Considering all the different things it can do, the Anthem integrated is one of the "best bang for the buck" products ............

hifiluver's picture

for the big $$$ it better perform. Still I liked the brand better when it produced simple straightforward and more affordable products like the Integrated 225.

ppgr's picture

The average is not smoother, it's only averaged :)

Manimaldoug's picture

That is one handsome amp. Beautiful

Bogolu Haranath's picture

"Get outta of my dreams, get into my car" :-) ............

volvic's picture

Always wanted a pair of these great speakers. A few years ago someone was selling a pair with every replaceable woofer and tweeter as spares.
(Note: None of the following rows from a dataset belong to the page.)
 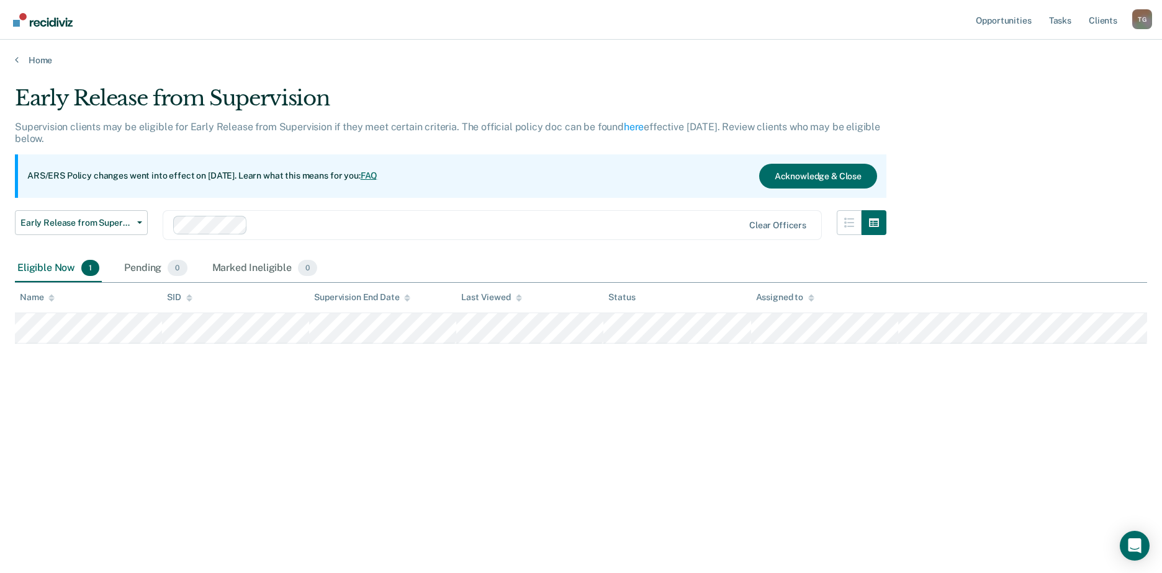 What do you see at coordinates (778, 225) in the screenshot?
I see `div: Clear officers` at bounding box center [778, 225].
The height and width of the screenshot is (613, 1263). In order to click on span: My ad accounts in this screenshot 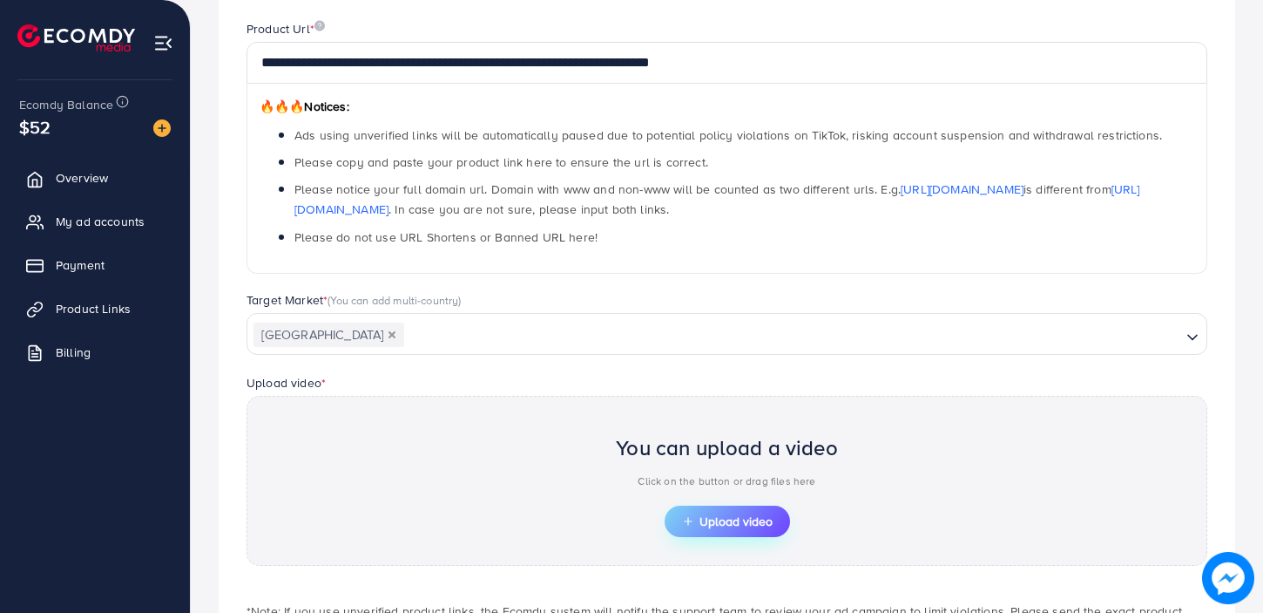, I will do `click(100, 221)`.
Should have jumped on the chance. Nice to see Mr. Norton still using his.

stasis05's picture

This was a great review, but I really wish the reviewer had been given more opportunities to explore the features--no opinions on either of the phono inputs, no trying it out with even more high end speakers to see how it compares to integrated amps two or three times its price, etc. Seems like the reviewer was forced to review it based on a stereotype of Anthem as a home AV brand first, audiophile-brand second. I would have loved to see how it stacked up against a Mark Levinson or Pass Labs Integrated to see if it could hold its own.

funambulistic's picture

I would also like to see how these integrated amps, in this relative price range, that have bass management/room correction (Anthem, Parasound, Outlaw, Classe) perform in a 2.1 configuration. I know a lot of stereo only folks that round out their systems with a subwoofer or two (including myself). I believe the only recent review of an integrated (receiver, actually) that incorporated subwoofers was that of the Arcam FMJ SR250, written by Mr. Rubinson

audiodoctornj's picture

Dear Mr. Norton, thank you for your insightful review of the STR. I do believe you summed up the STR nicely. We feel that the Anthem STR is an excellent piece for the money with a very clean detailed presentation even without using ARC.
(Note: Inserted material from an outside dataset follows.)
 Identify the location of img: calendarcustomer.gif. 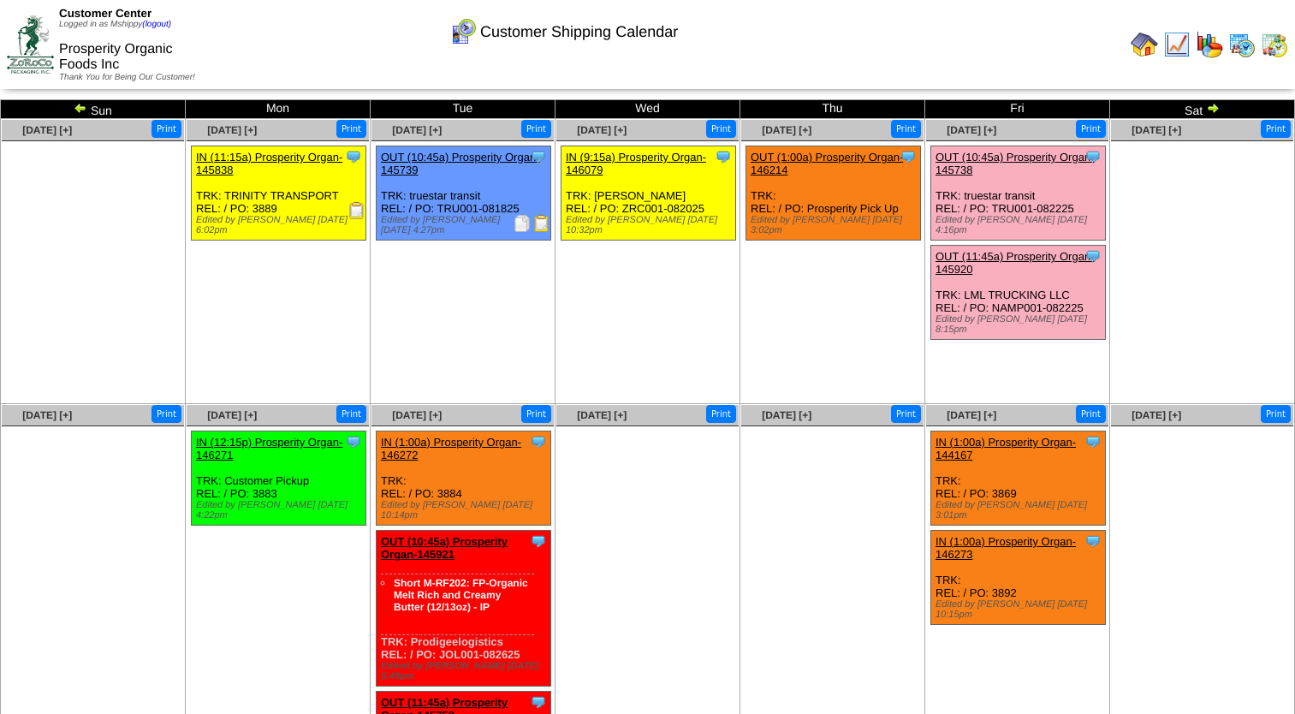
(463, 32).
When you combine the STR's excellent power amplifier stage, a state of the art Room Correction system, a very capable dac stage, and a phono stage for a very reasonable $4,500.00 the STR should be on anyone's list to check out.

Howerver, the real shocker is the more expensive STR series amplifer and preamp/dac at $10k. The STR amplifier and preamp/dac just has an even more liquid overall presenation, while improving upon all aspects of the integrated amplifier.

You have to spend considerably more money than the STR separates to really move into higher quality sound, so the gentleman who asked about other brands, the new Anthem STR series products are really good sounding and are very competitive with any of the major audiophile brands.

Dave Lalin, owner, Audio Doctor NJ

NPRlistner's picture

I am trying to decide between these two to run a pair of 4 ohm speakers at 90db sensitivity. I use a Lumin D2 for streaming. What are your thoughts Dave?